Land+Living
Land+Living
Landscape Architecture
Architecture 2004
This weekend's edition of the The New York Times Magazine is dedicated to Landscape architecture. Among the articles are:

The Constant Gardener:

"It is probably safe to say that for most people, landscape architecture -- specifically, the design of large private gardens -- is the province of the wealthy, or at least the well-off. Even for the most avid amateur gardener, the idea of bringing in big machines to alter the contours of the earth, planting avenues of trees or trimming boxwoods into topiary conjures a world in which sweat equity is small change."

Via: Archinect
Link: NY Times
Image: © NY Times

Why not a Park?

"So why not a park -- a grand urban park for downtown Manhattan? Earlier this spring, The New York Times Magazine asked several leading landscape-architecture firms to consider the question, and the proposals that are illustrated on the following pages offer a provocative variety of responses."

An American Transplant

"Late last summer, I moved from Zone 5 to Zone 9, or, to be both more and (at least to a gardener) less geographically precise, from southern New England to Northern California. We gardeners divide the world into zones of plant hardiness; the lower the number, the colder it gets; so to go from Zone 5, with winter lows reaching 20 below, to Zone 9, where it barely freezes, is, horticulturally speaking, tantamount to a change of planet. I've been gardening seriously for 25 years and have learned all sorts of things, yet I feel as if I now have to start from zero.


> Prompt
When you retype the entries, keep each one exact and leave out the pictures.

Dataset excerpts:

★ ★ ★ ★

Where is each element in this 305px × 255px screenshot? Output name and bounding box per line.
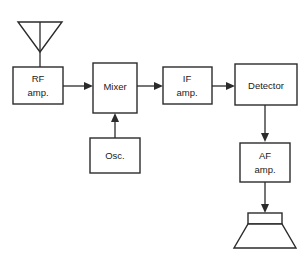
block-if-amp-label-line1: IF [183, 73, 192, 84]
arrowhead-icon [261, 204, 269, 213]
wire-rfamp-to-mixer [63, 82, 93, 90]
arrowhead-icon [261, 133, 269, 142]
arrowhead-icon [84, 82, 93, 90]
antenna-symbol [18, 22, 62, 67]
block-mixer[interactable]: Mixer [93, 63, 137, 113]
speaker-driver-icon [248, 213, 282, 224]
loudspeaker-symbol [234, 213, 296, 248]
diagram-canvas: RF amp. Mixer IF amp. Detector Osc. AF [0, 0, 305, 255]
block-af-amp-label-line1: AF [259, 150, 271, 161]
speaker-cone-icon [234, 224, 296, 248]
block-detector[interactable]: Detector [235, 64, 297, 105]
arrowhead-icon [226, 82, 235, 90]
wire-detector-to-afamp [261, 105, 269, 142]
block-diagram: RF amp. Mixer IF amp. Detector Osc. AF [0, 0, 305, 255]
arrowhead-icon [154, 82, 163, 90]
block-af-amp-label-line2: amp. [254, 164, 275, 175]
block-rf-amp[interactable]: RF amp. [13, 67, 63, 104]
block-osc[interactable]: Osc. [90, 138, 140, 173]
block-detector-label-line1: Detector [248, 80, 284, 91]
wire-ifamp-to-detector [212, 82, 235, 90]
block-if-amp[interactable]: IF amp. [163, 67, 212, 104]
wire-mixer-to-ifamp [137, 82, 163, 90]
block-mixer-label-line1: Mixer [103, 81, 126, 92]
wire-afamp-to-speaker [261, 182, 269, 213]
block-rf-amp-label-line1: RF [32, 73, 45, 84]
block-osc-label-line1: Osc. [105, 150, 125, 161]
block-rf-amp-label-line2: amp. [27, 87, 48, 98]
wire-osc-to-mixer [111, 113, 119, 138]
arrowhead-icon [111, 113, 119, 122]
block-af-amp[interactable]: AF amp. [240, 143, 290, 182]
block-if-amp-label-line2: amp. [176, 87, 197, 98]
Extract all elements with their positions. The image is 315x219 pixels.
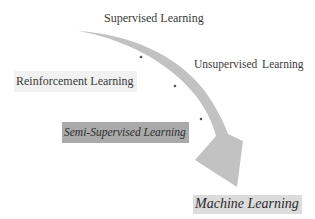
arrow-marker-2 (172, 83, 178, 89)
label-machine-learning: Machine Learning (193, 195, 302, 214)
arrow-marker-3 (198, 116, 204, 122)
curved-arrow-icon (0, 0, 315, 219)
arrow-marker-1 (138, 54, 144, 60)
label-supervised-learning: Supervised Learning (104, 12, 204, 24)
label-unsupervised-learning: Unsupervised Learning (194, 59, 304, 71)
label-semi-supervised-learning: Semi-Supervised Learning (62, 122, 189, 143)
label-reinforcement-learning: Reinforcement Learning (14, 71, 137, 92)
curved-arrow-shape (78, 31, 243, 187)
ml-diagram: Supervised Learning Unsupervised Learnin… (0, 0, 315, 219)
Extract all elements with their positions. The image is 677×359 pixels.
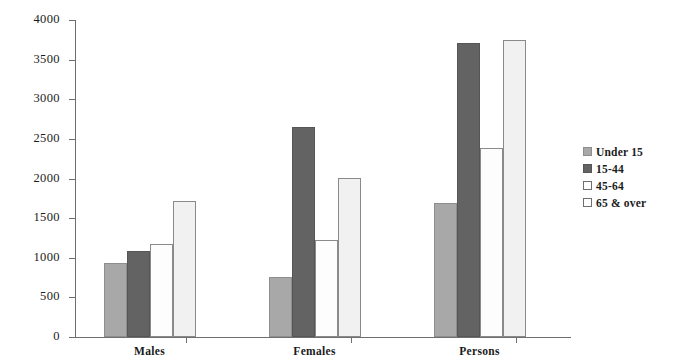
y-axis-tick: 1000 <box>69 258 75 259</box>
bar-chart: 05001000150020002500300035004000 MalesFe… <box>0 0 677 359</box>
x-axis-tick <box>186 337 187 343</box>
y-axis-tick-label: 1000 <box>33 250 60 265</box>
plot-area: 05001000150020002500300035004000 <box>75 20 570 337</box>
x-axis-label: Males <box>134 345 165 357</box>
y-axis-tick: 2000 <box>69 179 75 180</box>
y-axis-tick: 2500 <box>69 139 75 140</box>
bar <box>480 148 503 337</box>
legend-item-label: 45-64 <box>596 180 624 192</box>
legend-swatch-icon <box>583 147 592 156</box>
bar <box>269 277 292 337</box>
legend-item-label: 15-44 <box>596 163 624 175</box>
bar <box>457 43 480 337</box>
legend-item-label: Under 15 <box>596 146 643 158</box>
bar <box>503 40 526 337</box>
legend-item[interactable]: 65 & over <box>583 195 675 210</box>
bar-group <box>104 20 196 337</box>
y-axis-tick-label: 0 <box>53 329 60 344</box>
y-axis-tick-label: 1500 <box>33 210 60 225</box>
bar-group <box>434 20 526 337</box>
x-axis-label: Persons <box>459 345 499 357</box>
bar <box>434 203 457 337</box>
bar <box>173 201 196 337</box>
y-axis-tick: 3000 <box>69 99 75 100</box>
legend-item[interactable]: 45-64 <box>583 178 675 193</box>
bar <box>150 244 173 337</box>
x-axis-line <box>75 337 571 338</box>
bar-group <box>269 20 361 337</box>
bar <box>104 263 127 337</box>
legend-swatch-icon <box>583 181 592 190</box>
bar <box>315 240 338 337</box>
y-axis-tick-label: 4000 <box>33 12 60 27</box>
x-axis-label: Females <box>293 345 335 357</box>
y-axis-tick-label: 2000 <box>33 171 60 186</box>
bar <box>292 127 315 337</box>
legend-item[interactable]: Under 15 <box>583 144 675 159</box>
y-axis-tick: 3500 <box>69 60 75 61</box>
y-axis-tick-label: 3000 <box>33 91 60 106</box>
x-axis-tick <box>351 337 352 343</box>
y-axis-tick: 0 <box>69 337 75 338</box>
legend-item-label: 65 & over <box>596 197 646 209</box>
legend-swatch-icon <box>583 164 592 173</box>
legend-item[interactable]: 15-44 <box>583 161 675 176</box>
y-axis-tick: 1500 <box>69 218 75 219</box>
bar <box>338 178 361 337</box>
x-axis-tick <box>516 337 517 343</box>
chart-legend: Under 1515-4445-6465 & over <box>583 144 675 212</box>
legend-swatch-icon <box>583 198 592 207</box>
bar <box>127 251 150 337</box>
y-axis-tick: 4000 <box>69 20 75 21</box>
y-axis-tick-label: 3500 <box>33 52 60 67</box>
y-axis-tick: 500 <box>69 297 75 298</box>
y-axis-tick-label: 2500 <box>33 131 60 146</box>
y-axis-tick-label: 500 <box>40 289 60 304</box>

★ ★ ★ ★

> Exercise output
Where is each element in this 305px × 255px screenshot? Output name and bounding box per line.
block-if-amp-label-line1: IF [183, 73, 192, 84]
arrowhead-icon [261, 204, 269, 213]
wire-rfamp-to-mixer [63, 82, 93, 90]
arrowhead-icon [261, 133, 269, 142]
arrowhead-icon [84, 82, 93, 90]
antenna-symbol [18, 22, 62, 67]
block-mixer[interactable]: Mixer [93, 63, 137, 113]
speaker-driver-icon [248, 213, 282, 224]
loudspeaker-symbol [234, 213, 296, 248]
diagram-canvas: RF amp. Mixer IF amp. Detector Osc. AF [0, 0, 305, 255]
block-af-amp-label-line1: AF [259, 150, 271, 161]
speaker-cone-icon [234, 224, 296, 248]
block-detector[interactable]: Detector [235, 64, 297, 105]
arrowhead-icon [226, 82, 235, 90]
wire-detector-to-afamp [261, 105, 269, 142]
block-diagram: RF amp. Mixer IF amp. Detector Osc. AF [0, 0, 305, 255]
arrowhead-icon [154, 82, 163, 90]
block-af-amp-label-line2: amp. [254, 164, 275, 175]
block-rf-amp[interactable]: RF amp. [13, 67, 63, 104]
block-osc[interactable]: Osc. [90, 138, 140, 173]
block-detector-label-line1: Detector [248, 80, 284, 91]
wire-ifamp-to-detector [212, 82, 235, 90]
block-if-amp[interactable]: IF amp. [163, 67, 212, 104]
wire-mixer-to-ifamp [137, 82, 163, 90]
block-mixer-label-line1: Mixer [103, 81, 126, 92]
wire-afamp-to-speaker [261, 182, 269, 213]
block-rf-amp-label-line1: RF [32, 73, 45, 84]
block-osc-label-line1: Osc. [105, 150, 125, 161]
block-rf-amp-label-line2: amp. [27, 87, 48, 98]
wire-osc-to-mixer [111, 113, 119, 138]
arrowhead-icon [111, 113, 119, 122]
block-af-amp[interactable]: AF amp. [240, 143, 290, 182]
block-if-amp-label-line2: amp. [176, 87, 197, 98]
Extract all elements with their positions. The image is 315x219 pixels.
arrow-marker-2 (172, 83, 178, 89)
label-machine-learning: Machine Learning (193, 195, 302, 214)
arrow-marker-3 (198, 116, 204, 122)
curved-arrow-icon (0, 0, 315, 219)
arrow-marker-1 (138, 54, 144, 60)
label-supervised-learning: Supervised Learning (104, 12, 204, 24)
label-unsupervised-learning: Unsupervised Learning (194, 59, 304, 71)
label-semi-supervised-learning: Semi-Supervised Learning (62, 122, 189, 143)
label-reinforcement-learning: Reinforcement Learning (14, 71, 137, 92)
curved-arrow-shape (78, 31, 243, 187)
ml-diagram: Supervised Learning Unsupervised Learnin… (0, 0, 315, 219)
Extract all elements with their positions. The image is 677×359 pixels.
y-axis-tick: 1000 <box>69 258 75 259</box>
bar-chart: 05001000150020002500300035004000 MalesFe… <box>0 0 677 359</box>
x-axis-tick <box>186 337 187 343</box>
y-axis-tick-label: 1000 <box>33 250 60 265</box>
plot-area: 05001000150020002500300035004000 <box>75 20 570 337</box>
x-axis-label: Males <box>134 345 165 357</box>
y-axis-tick: 2000 <box>69 179 75 180</box>
y-axis-tick: 2500 <box>69 139 75 140</box>
bar <box>480 148 503 337</box>
legend-item-label: 45-64 <box>596 180 624 192</box>
legend-swatch-icon <box>583 147 592 156</box>
bar <box>269 277 292 337</box>
legend-item-label: 15-44 <box>596 163 624 175</box>
bar <box>457 43 480 337</box>
legend-item-label: Under 15 <box>596 146 643 158</box>
bar <box>503 40 526 337</box>
legend-item[interactable]: 65 & over <box>583 195 675 210</box>
bar-group <box>104 20 196 337</box>
y-axis-tick-label: 0 <box>53 329 60 344</box>
y-axis-tick-label: 1500 <box>33 210 60 225</box>
bar-group <box>434 20 526 337</box>
x-axis-label: Persons <box>459 345 499 357</box>
bar <box>434 203 457 337</box>
bar <box>173 201 196 337</box>
y-axis-tick: 3000 <box>69 99 75 100</box>
legend-item[interactable]: 45-64 <box>583 178 675 193</box>
bar <box>150 244 173 337</box>
x-axis-line <box>75 337 571 338</box>
bar-group <box>269 20 361 337</box>
bar <box>104 263 127 337</box>
legend-swatch-icon <box>583 181 592 190</box>
bar <box>315 240 338 337</box>
y-axis-tick-label: 4000 <box>33 12 60 27</box>
x-axis-label: Females <box>293 345 335 357</box>
y-axis-tick-label: 2000 <box>33 171 60 186</box>
bar <box>292 127 315 337</box>
legend-item[interactable]: Under 15 <box>583 144 675 159</box>
y-axis-tick: 3500 <box>69 60 75 61</box>
y-axis-tick-label: 3000 <box>33 91 60 106</box>
x-axis-tick <box>351 337 352 343</box>
y-axis-tick: 0 <box>69 337 75 338</box>
legend-item-label: 65 & over <box>596 197 646 209</box>
legend-swatch-icon <box>583 164 592 173</box>
legend-item[interactable]: 15-44 <box>583 161 675 176</box>
y-axis-tick: 1500 <box>69 218 75 219</box>
bar <box>338 178 361 337</box>
x-axis-tick <box>516 337 517 343</box>
chart-legend: Under 1515-4445-6465 & over <box>583 144 675 212</box>
legend-swatch-icon <box>583 198 592 207</box>
bar <box>127 251 150 337</box>
y-axis-tick: 4000 <box>69 20 75 21</box>
y-axis-tick-label: 3500 <box>33 52 60 67</box>
y-axis-tick: 500 <box>69 297 75 298</box>
y-axis-tick-label: 2500 <box>33 131 60 146</box>
y-axis-tick-label: 500 <box>40 289 60 304</box>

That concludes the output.